Frequently, members of both groups tend to view their performance and ability as closer to “average.”

So in this case, the chief under-performers of a group may claim, “Hey, I produce/work as hard as anyone else,” while the self-motivated overachievers may think, “Doesn’t everyone work this hard?”

 

Communication Gaps and the Social Media Echo Chamber

 

Now imagine the former group of underachievers reinforcing each other’s beliefs over coffee breaks and TikTok algorithms that serve up more of the same. It becomes a self-sustaining narrative echo chamber.

And if leadership isn’t crystal clear, on an equally consistent and frequent basis, about what the actual expectations and performance metrics are—what success looks and sounds like, how it’s measured, and when course correction is needed—can we really be surprised when self-perceptions don’t match reality?

 

“Do I Have to Hold Their Hand?” Yes—and Here’s Why

 

Of course, I can hear the grumbles now—from team leaders—thinking, “Geez, how much hand holding and communication do I need to do?”

Surface answer: I don’t know. But I’m guessing that what has been done so far has neither been frequent enough, clear enough, nor consistent enough, or things would be different.

Deeper answer: Perhaps it’s time to focus less on what you’ve said and more on what they’ve heard and understood… or didn’t hear and understand, as the case may be.

After all, communication has little to nothing to do with what message was intended, and everything to do with what message was received.

This is the kind of leadership reset we often work on in executive coaching, ensuring that you can effectively convey what seems “obvious” to you in a way that’s as clear and compelling to everyone else.

That can be in the 1:1 world, or focusing on helping leaders realign their teams around mutual understanding, measurable expectations, and trust-building feedback loops.

 

Accountability Check: Have You Asked the Right Questions?

 

Of course, this also begs the question of how much personal responsibility just might be a factor when we get results we don’t like.

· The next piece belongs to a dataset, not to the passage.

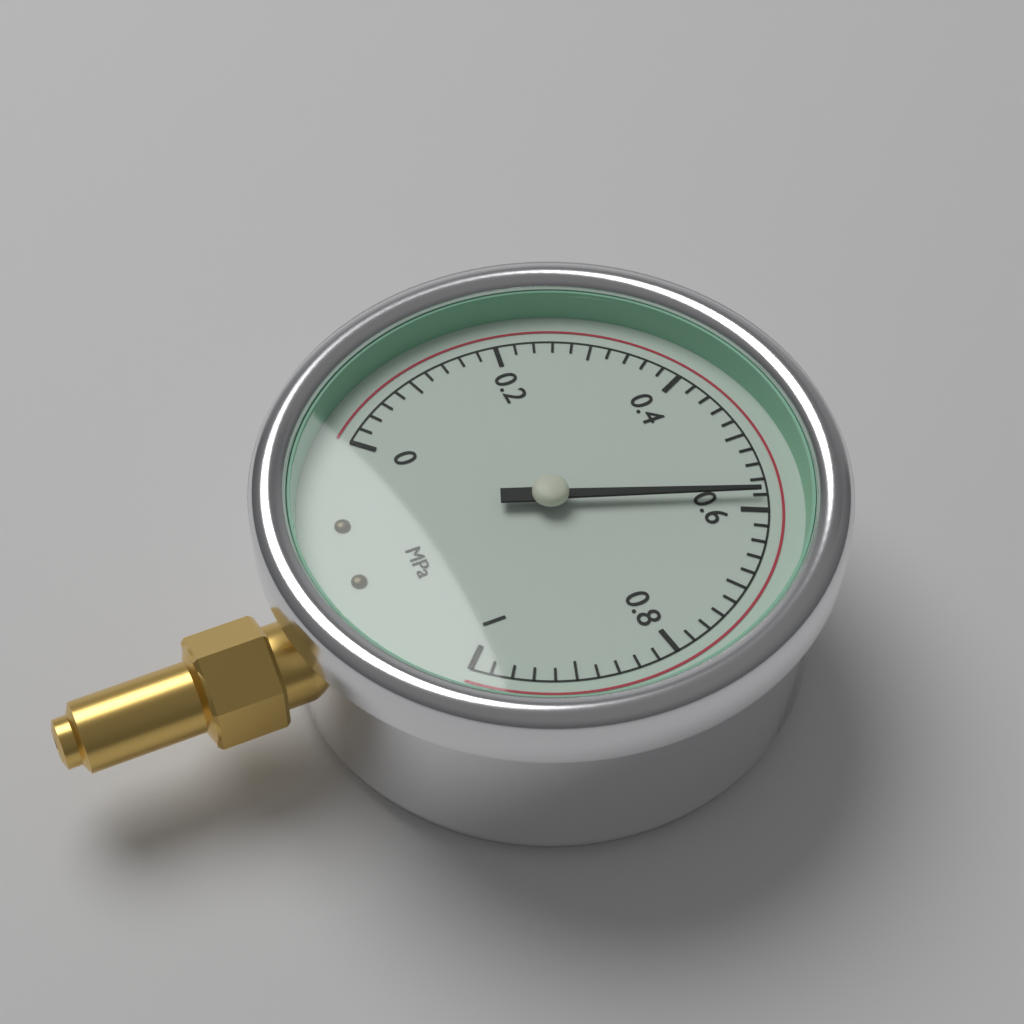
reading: 0.58 MPa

Don’t get me wrong—sure, there are biases and ineffective leaders and unfair systems.

But whether or not clear expectations and metrics were set from the start, if the feedback received is that I’m not getting a promotion or raise because my performance is not to a certain standard, you better believe I’m going to get real specific in my follow-up questions:

  • What are some instances where my performance fell short of expectations?
  • What were those expectations and how were they measured?
  • What would success have looked/sounded like, if I had done better?
  • When and how were they conveyed? In a meeting, by email, in a contract, other? (Assuming I was not aware of them.)
  • Looking ahead, what do you need to see/hear from me, when and how, to demonstrate consistent, higher performance standards?

Now, I may not like the answers I get, but what’s important is that they are concrete and actionable.

 

Story Time: When “Feedback” Isn’t Feedback at All

 

 

Sometimes feedback is uselessly vague. I had one senior exec tell me he wanted me to work with a VP who “needed to communicate better.” 

“Can you be more specific?” I asked. “How does she need to communicate better?”

“You know,” he replied. “She’s just not a very good communicator.”
(Gee, I wonder who she learned that from!)

Another leader kept telling his direct report—a regular over-achiever—that with the promotion, “the bar is set higher now,” but never defining what “the bar” is, what the old “height” was or what the new one had become.

Frustrating? Yes.

But more often than not, leading begins with managing UP, and this is a perfect example of where you will need to guide the conversation until you get a meaningful, actionable, objectively measurable response.

This kind of skill—strategically asking and probing for clarity, not just passively receiving feedback and other information—is one of the most underrated superpowers in leadership. (And often one of the first things we work on in executive coaching.)

 

The Bottom Line: Stereotype or Strategy Problem?

 

But what if that seems like way too much effort? 

Then perhaps check back in and ask yourself:

Is it really the stereotype that’s the problem?